- WORK TASK
Your copy must start with the line containing "The height and width of the screenshot is (309, 549)." and end with the last line of the entries, matching them exactly and leaving out every picture.

───── ENTRIES SUPPLIED

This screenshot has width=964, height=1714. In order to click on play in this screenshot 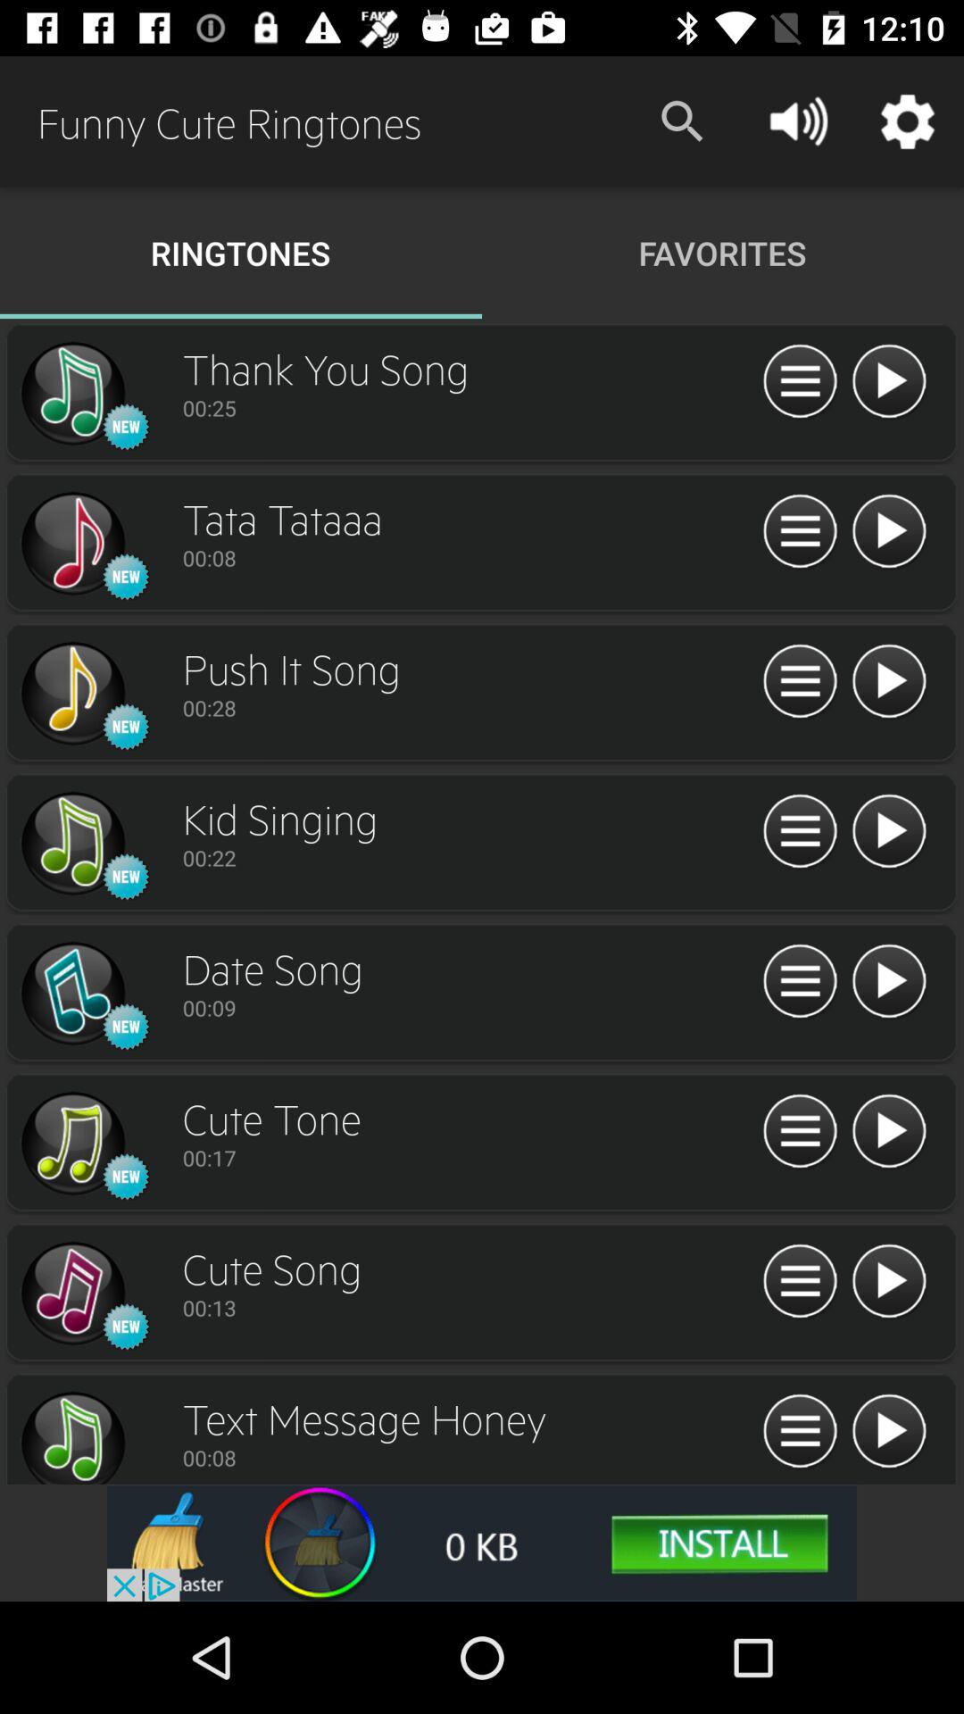, I will do `click(889, 832)`.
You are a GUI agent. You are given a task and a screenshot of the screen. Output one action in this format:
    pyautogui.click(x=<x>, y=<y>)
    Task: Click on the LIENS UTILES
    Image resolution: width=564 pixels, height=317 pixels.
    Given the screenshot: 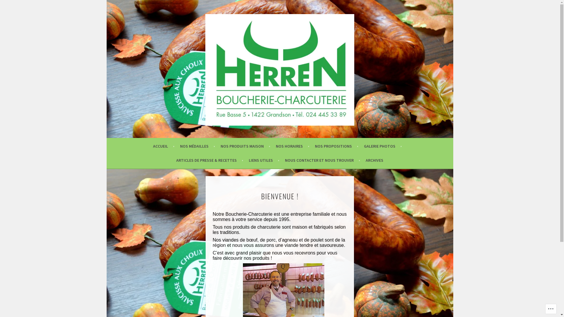 What is the action you would take?
    pyautogui.click(x=264, y=160)
    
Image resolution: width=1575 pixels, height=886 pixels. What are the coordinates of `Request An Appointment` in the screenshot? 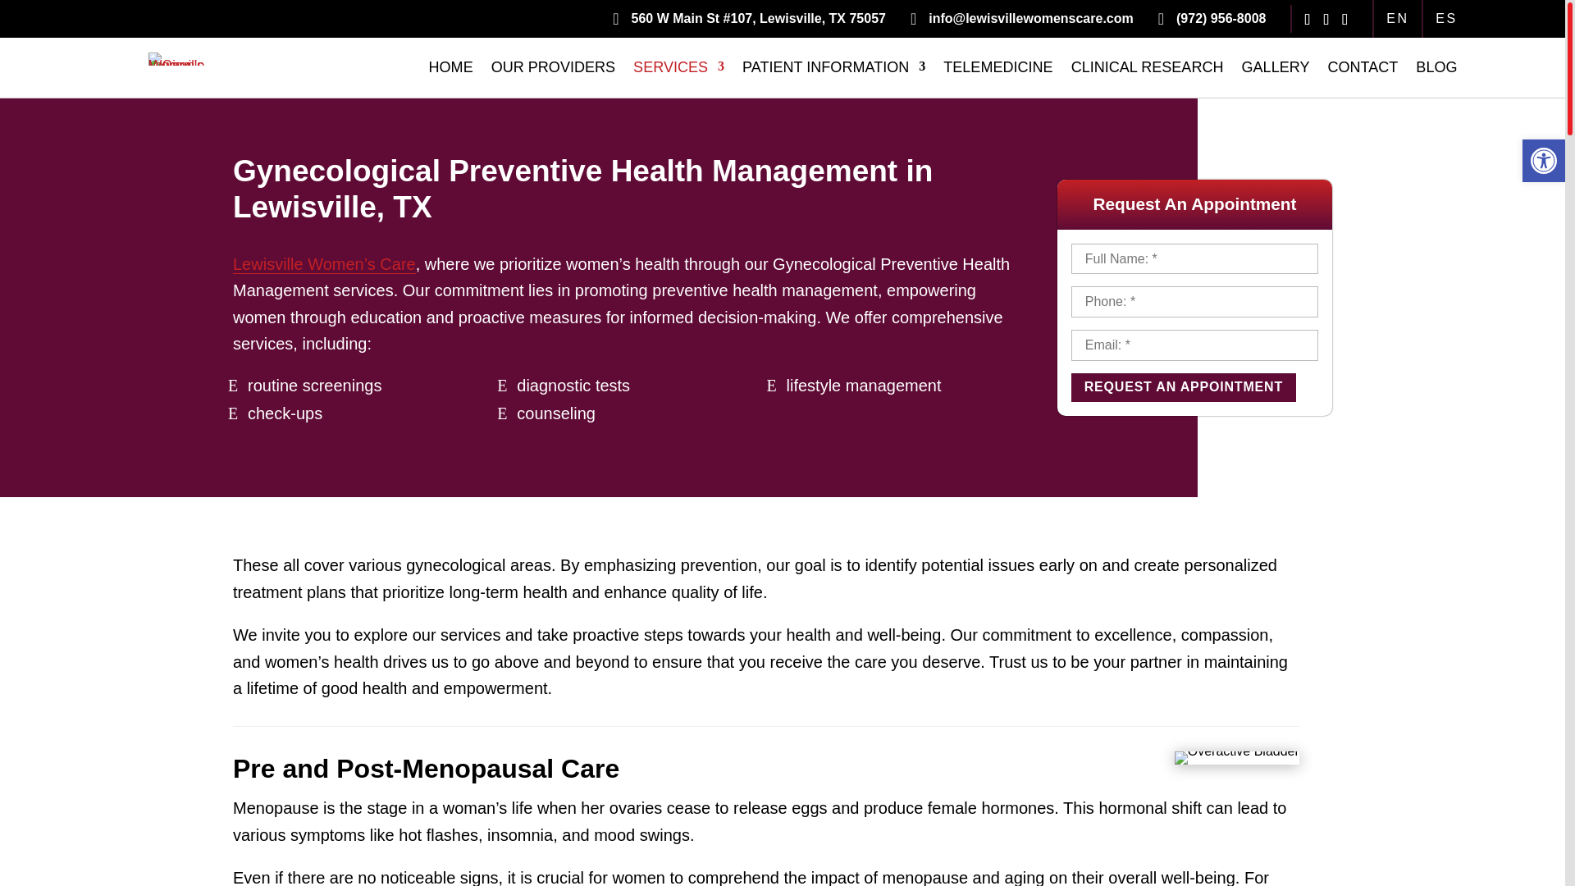 It's located at (1183, 387).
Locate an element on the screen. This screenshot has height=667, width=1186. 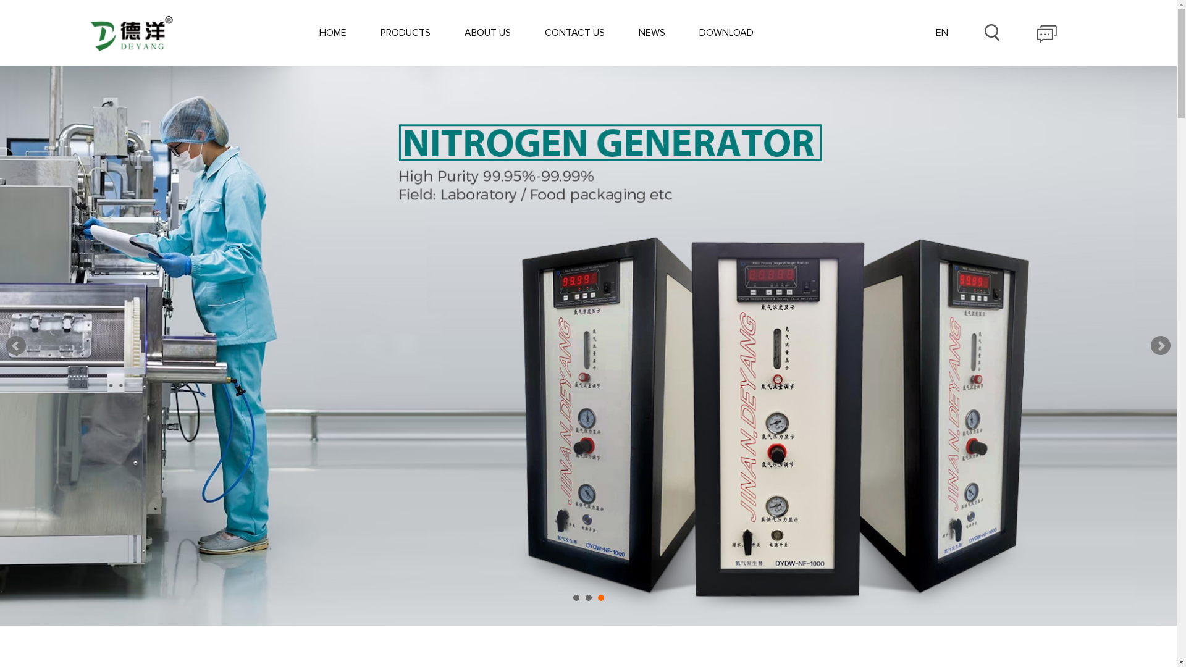
NEWS is located at coordinates (652, 33).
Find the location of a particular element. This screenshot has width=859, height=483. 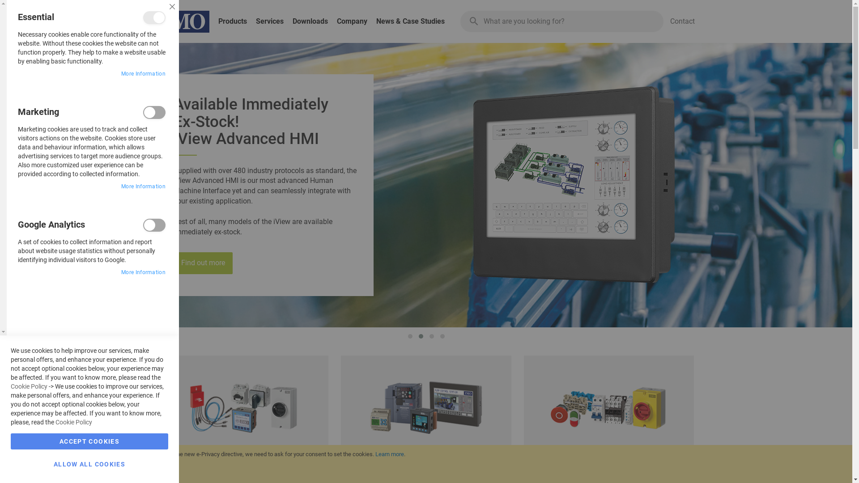

Cookie Policy is located at coordinates (74, 422).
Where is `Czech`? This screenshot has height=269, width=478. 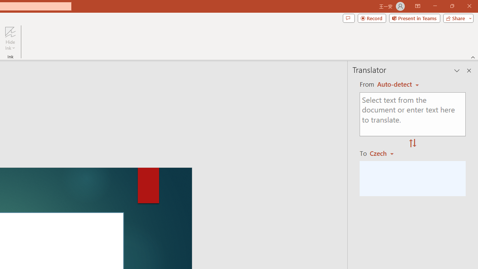 Czech is located at coordinates (385, 153).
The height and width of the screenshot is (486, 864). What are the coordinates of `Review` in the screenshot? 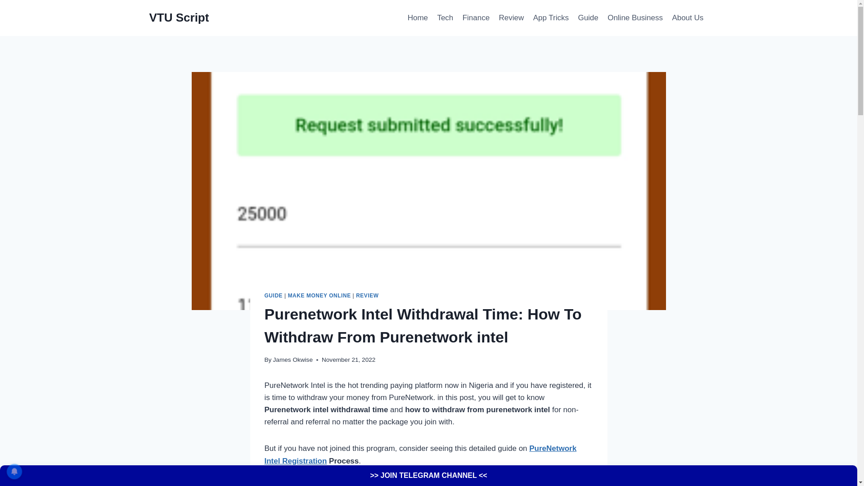 It's located at (511, 18).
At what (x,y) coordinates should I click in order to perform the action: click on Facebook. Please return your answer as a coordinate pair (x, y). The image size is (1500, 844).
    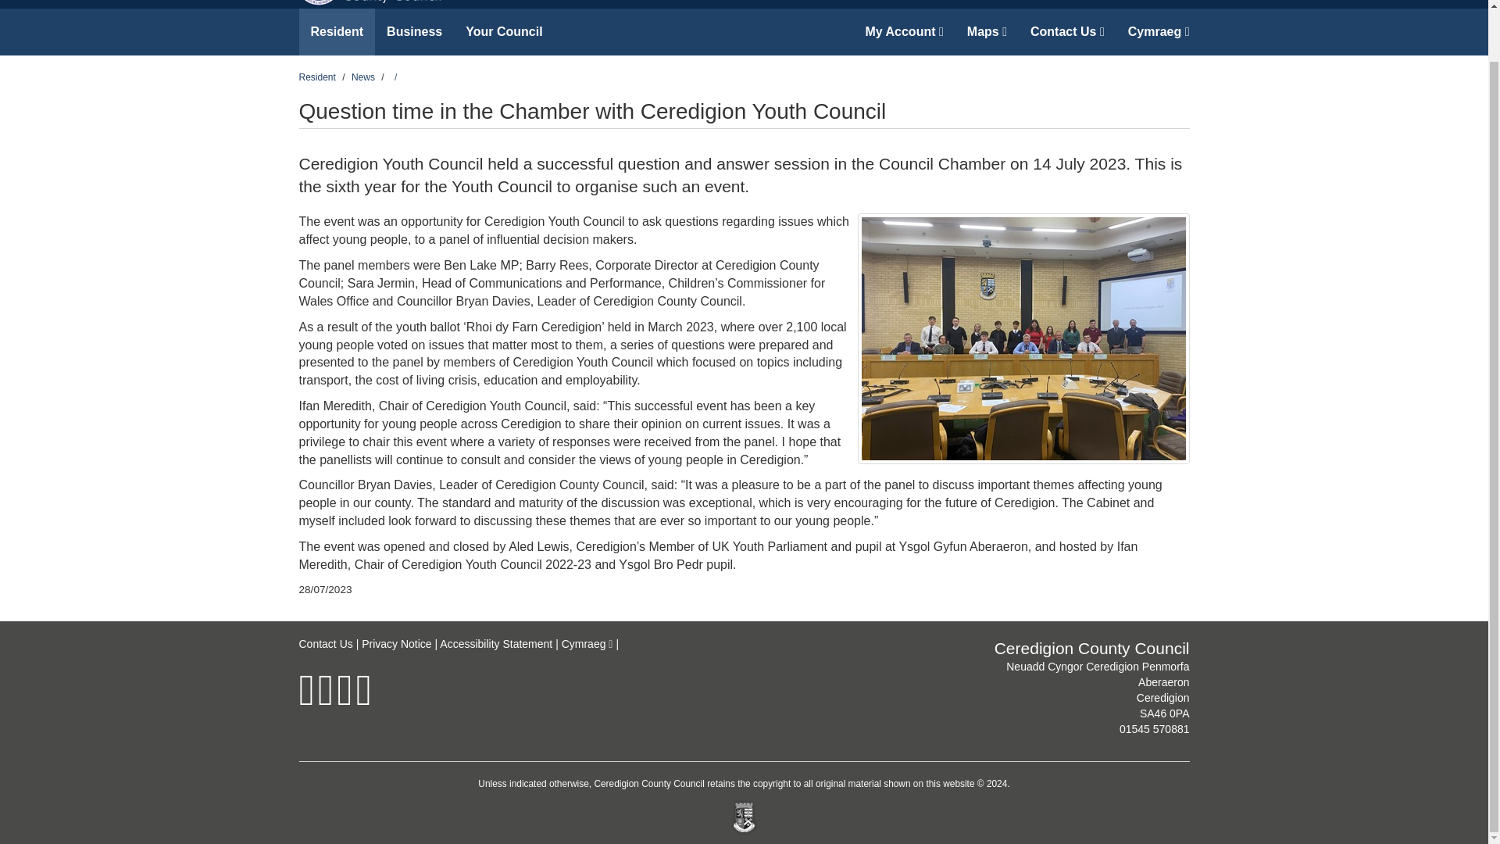
    Looking at the image, I should click on (306, 700).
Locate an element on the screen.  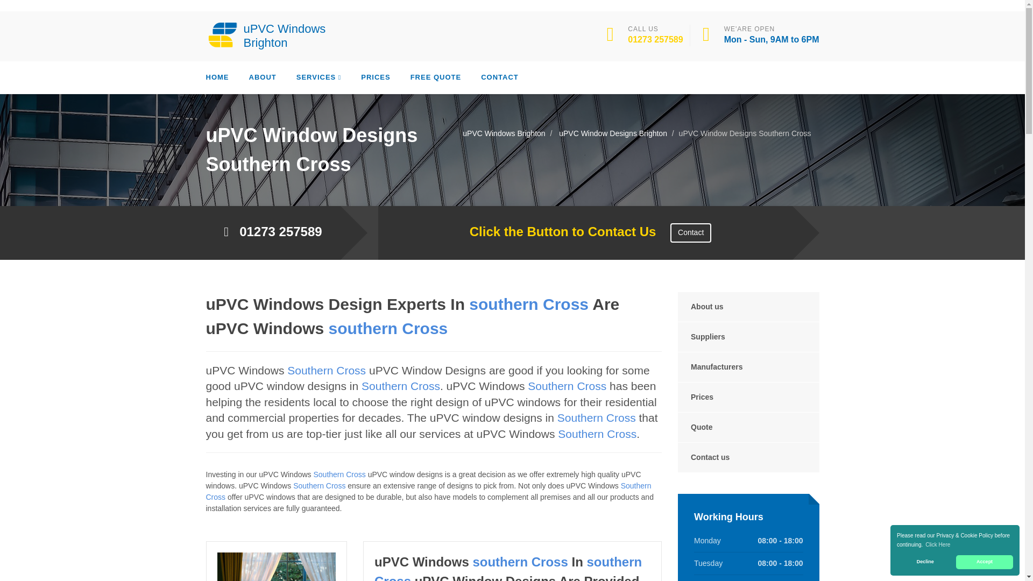
01273 257589 is located at coordinates (655, 39).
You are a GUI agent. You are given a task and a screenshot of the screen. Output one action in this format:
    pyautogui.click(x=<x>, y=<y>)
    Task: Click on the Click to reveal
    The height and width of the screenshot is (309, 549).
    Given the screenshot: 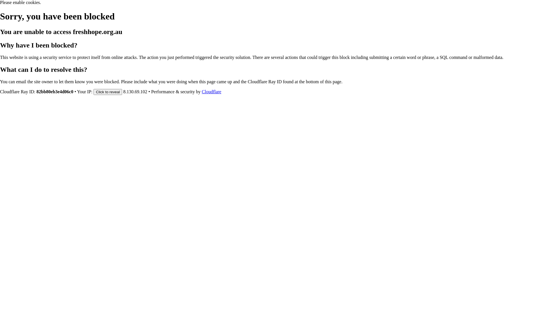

──────────

- EXERCISE SOLUTION
    The height and width of the screenshot is (309, 549).
    Given the screenshot: 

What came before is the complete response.